I find it true again: the beginning of the end of Leo season feels like the beginning of the end of summer.
I sit with my bare legs and realize freshly the sensual treasure of it. Bare feet! Bare legs! Absolutely delicious. The beginning of the end is so often sharp with that sudden moment, isn't it? The reminder that there is nothing we can do to keep things as they are. The reminder it's all died before.
These film photos are from last fall. I realized while packing for the second Raab trip that I lost my film camera on the first Raab trip. Shit. shit. shit. Z&K here coming in from their little house with snacks. This summer, we moved Z into my room; me into the basement. The work on the roof of the garden house that will signal it's transformation into (back into) the Studio happens next week, at the beginning of Virgo season. Am I writing about the garden yet?
This pumpkin carving day (2024) Linden and Hazel came over, in addition to Holly. A small reclamation of the old rhythms. This summer, Hazel came along on the return to Raab after 5 years, after the burn, after the pandemic, after two divorces. In life as in a garden: some things that you believe are lost, with water and time and tending, come back.
Linden took this one. The black haircut sharp in the foreground is a gorilla mask I bought on impulse at a thrift and brought to OTF. Thank you for this witness, little photographer.
As I make these notes, the horrific conditions in Gaza hover around me. About the camera, I nearly write: that lost limb feeling. About the garden: even in hard conditions, some things always come back. I think of what those gardens used to be - some of the most beautiful, nourishing gardens in the world - even through 70, 80 years of progressive colonization and ecocide. And now - blasted to bits. People who could always feed themselves, such generous land - made to starve in toxic dust. This post is not about that, but everything is about that right now. All the gardens are one. My mind reels: so many little photographers, bearing witness.

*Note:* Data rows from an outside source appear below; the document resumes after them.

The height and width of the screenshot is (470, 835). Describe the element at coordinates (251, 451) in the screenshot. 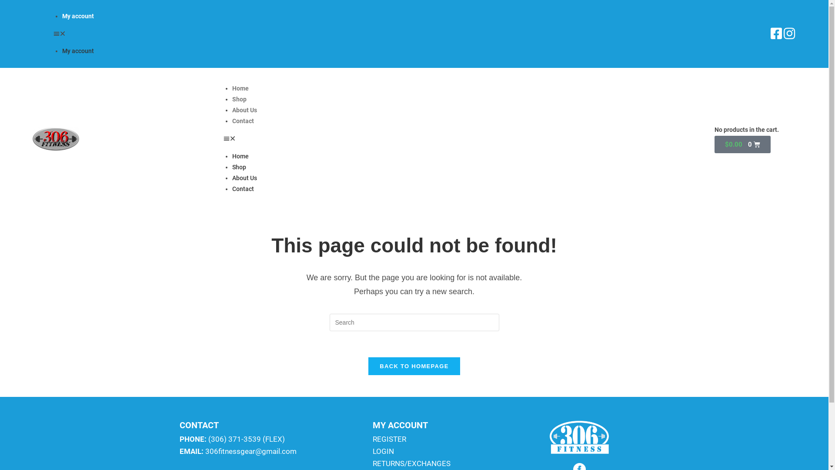

I see `306fitnessgear@gmail.com` at that location.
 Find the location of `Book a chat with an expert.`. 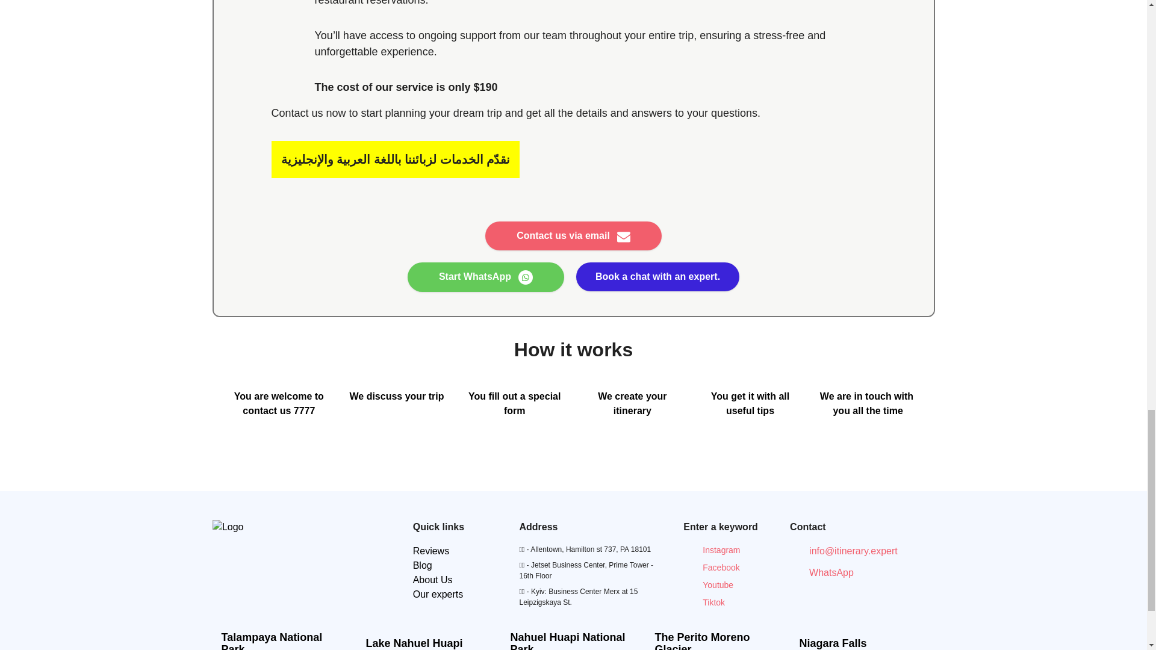

Book a chat with an expert. is located at coordinates (657, 277).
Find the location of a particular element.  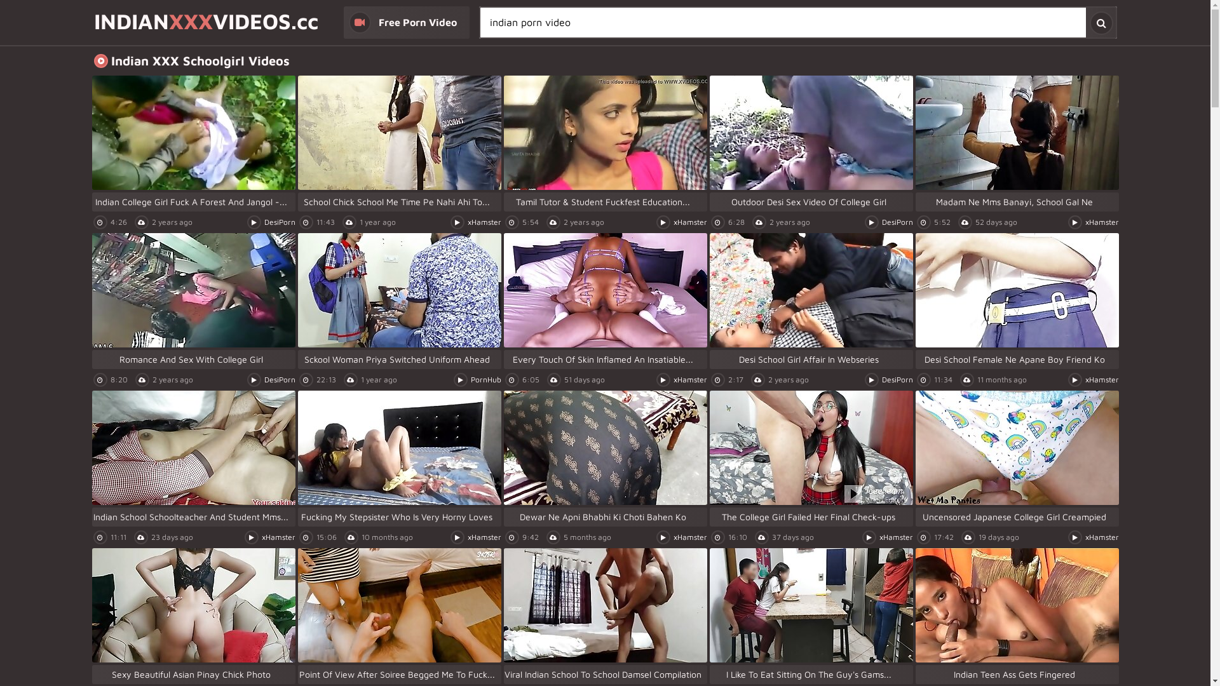

Tamil Tutor & Student Fuckfest Education... is located at coordinates (605, 144).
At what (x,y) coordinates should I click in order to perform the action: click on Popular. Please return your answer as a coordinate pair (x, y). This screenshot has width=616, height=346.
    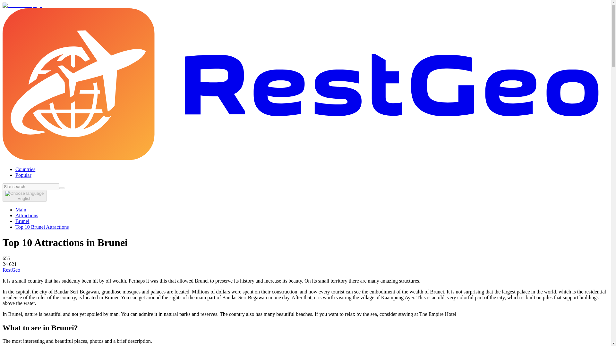
    Looking at the image, I should click on (23, 175).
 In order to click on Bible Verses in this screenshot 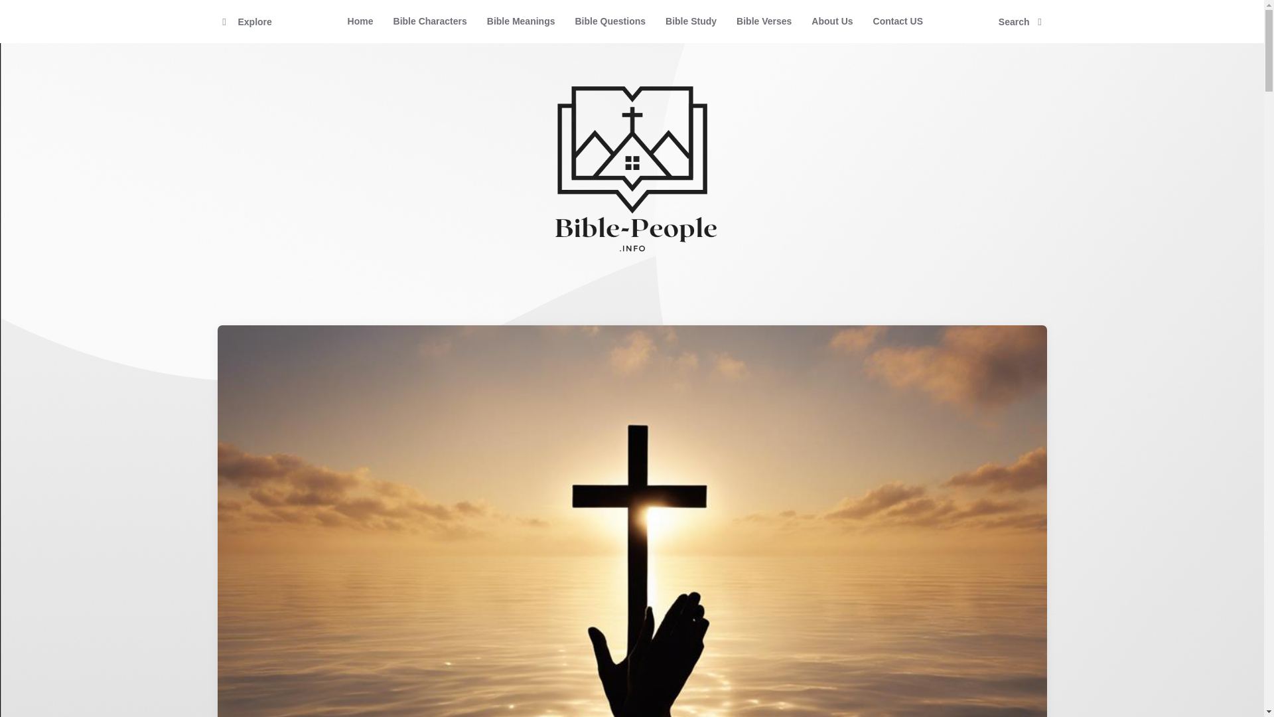, I will do `click(763, 21)`.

Oh this hardy clematis. It was so full of spirit. I hated to cut it. And, it was full of little animal nests and pee and mildew. It kept the front of the house - West-facing, big single pane windows - cool last summer. Being on the porch was like wearing a badass thrifted shawl. And, I couldn't figure out how to take care of it. How to clean it. How to clean and care for the house under it. The porch wheezed like a sneeze waiting to happen. The arms of vine pried at the old siding. The house could not take a deep breath. Every time I tried to pull out just some of the old stuff - there was nothing to do but keep ripping.
The cheery story of ownership alienates me at every step. The horrors hidden in our current moment of mildness - waving at the neighbors, mother and lover helping with the gardening, friends over for a seasonal tradition - these days feel near at hand. I paid $250 for a sapling oak twice my height to put in the earth on "my" land. This land was once a quilt of ancient oaks and the communities they tended. This house was built in every explicit sense to house only white people. And the artificially depressed property taxes - preserved from the years of trying to sell this neighborhood out from under the Black people who'd had to maintain properties while red-lined - that are keeping my mortgage under $2500 a month? They are both necessary to our capacity to remain here, tending as well as we can, and an out breath of the past into the present.
I do not feel at all innocent, or good, or deserving. I try to feel proud of the actions I take with my body and mind to tend the spirit of this place: so the plants here can thrive, the house remain water tight. I leave the doors open at night. My legs bare. I want to be an animal, living here.